A teenager has appeared in court after slurry was sprayed across the streets of Ballymena ahead of the town’s inaugural Pride parade.
The first Mid & East Antrim Pride took place in Ballymena, in County Antrim, Northern Ireland, on Saturday (28 June), an event which organisers said they were told not to go ahead with but were “blown away” by the support they received from the local community on the day.
However, hours before the event began, a manure-like slurry was poured over the roads, included along the parade route.
Isaac Adams, from Lislaban Road, Cloughmills, appeared at Coleraine Magistrates’ Court on Monday (30 June), charged with criminal damage, possession of an article with a blade or point and causing material to be deposited on a road.

Adams, 19, admitted distributing the slurry to protest against Pride, describing it as a “prank”.
The court was told he was caught by police in the town centre at around 2.45am, wearing a balaclava and carrying two empty 25-litre jugs which had allegedly contained the slurry. A lock knife was also found on him, the court heard.
Under caution, Adams, a maintenance engineer at a family-run farm, admitted to police that he had spread the slurry with the intent to disrupt the Pride event, wore the balaclava to conceal his identity and was not the only person involved in the act.
His lawyer, Stewart Ballentine, told the court his client had never been in trouble with the law before, was co-operative with the police, is in full-time employment and was remorseful.
“He indicated that he was foolish and stupid to get involved in this prank, as he describes it, but it obviously backfired on him,” Mr Ballentine said, as quoted by the Press Association in Belfast Live.

“It wasn’t a slurry tanker as such that was driving up the streets of Ballymena. These were some small canisters with hen manure in them,” Ballentine told the court. “As far as the parade on Saturday was concerned, that was not in any way inconvenienced, and all persons who wished to attend were able to do so.”
The court was told that it cost the local authority £788.39 to clean up the mess.
“This man has never been arrested in his life before. He’s had an experience of being detained in custody all over the weekend, and this is totally new to this young man, and hopefully, he will never be back,” Ballentine went on to say.
“He comes from a very law-abiding stock, a family in the North Antrim area, and he’s a hard-working young man, and really should have been at other, more-productive things than this prank, which badly went wrong.”
A number of references were handed into court, including from Adams’ employer and elder members of his church, who said his actions were “very much out of character”.
Adams was released on bail under several conditions including abiding to a curfew between 11pm and 5am, not entering any part of Ballymena, not having a phone with internet access and residing at his current address.
He was warned that breaching the bail conditions would not be considered a prank and is due back in court on 24 July.
A second man, aged 20, was arrested on suspicion of a number of offences, including criminal damage and aiding and abetting criminal damage. He has been released on bail.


• WORK ITEM
Each record that follows should be reproduced in full, character for character.

** MATERIAL SHOWN follows **

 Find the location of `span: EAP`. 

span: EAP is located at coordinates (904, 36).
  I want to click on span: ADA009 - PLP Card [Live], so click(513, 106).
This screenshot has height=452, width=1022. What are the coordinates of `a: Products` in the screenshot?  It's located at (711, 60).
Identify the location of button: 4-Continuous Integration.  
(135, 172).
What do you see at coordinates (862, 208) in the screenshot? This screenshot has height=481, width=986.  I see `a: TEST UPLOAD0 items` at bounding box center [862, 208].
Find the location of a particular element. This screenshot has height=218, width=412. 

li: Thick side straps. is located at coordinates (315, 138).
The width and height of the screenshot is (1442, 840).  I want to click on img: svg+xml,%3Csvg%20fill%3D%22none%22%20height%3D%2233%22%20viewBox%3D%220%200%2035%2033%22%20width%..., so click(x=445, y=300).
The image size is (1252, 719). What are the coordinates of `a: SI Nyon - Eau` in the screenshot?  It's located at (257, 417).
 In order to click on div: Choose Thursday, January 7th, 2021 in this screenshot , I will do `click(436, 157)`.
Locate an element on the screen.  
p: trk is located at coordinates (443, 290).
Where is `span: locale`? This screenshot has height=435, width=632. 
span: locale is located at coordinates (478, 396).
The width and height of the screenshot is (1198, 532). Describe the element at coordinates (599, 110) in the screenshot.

** End of MATERIAL SHOWN **

• OUTPUT BELOW
 Find the location of `span: EAP`. 

span: EAP is located at coordinates (904, 36).
  I want to click on span: ADA009 - PLP Card [Live], so click(513, 106).
This screenshot has height=452, width=1022. What are the coordinates of `a: Products` in the screenshot?  It's located at (711, 60).
Identify the location of button: 4-Continuous Integration.  
(135, 172).
What do you see at coordinates (862, 208) in the screenshot? This screenshot has height=481, width=986.  I see `a: TEST UPLOAD0 items` at bounding box center [862, 208].
Find the location of a particular element. This screenshot has height=218, width=412. 

li: Thick side straps. is located at coordinates (315, 138).
The width and height of the screenshot is (1442, 840).  I want to click on img: svg+xml,%3Csvg%20fill%3D%22none%22%20height%3D%2233%22%20viewBox%3D%220%200%2035%2033%22%20width%..., so click(x=445, y=300).
The image size is (1252, 719). What are the coordinates of `a: SI Nyon - Eau` in the screenshot?  It's located at (257, 417).
 In order to click on div: Choose Thursday, January 7th, 2021 in this screenshot , I will do `click(436, 157)`.
Locate an element on the screen.  
p: trk is located at coordinates (443, 290).
Where is `span: locale`? This screenshot has height=435, width=632. 
span: locale is located at coordinates (478, 396).
The width and height of the screenshot is (1198, 532). Describe the element at coordinates (599, 110) in the screenshot.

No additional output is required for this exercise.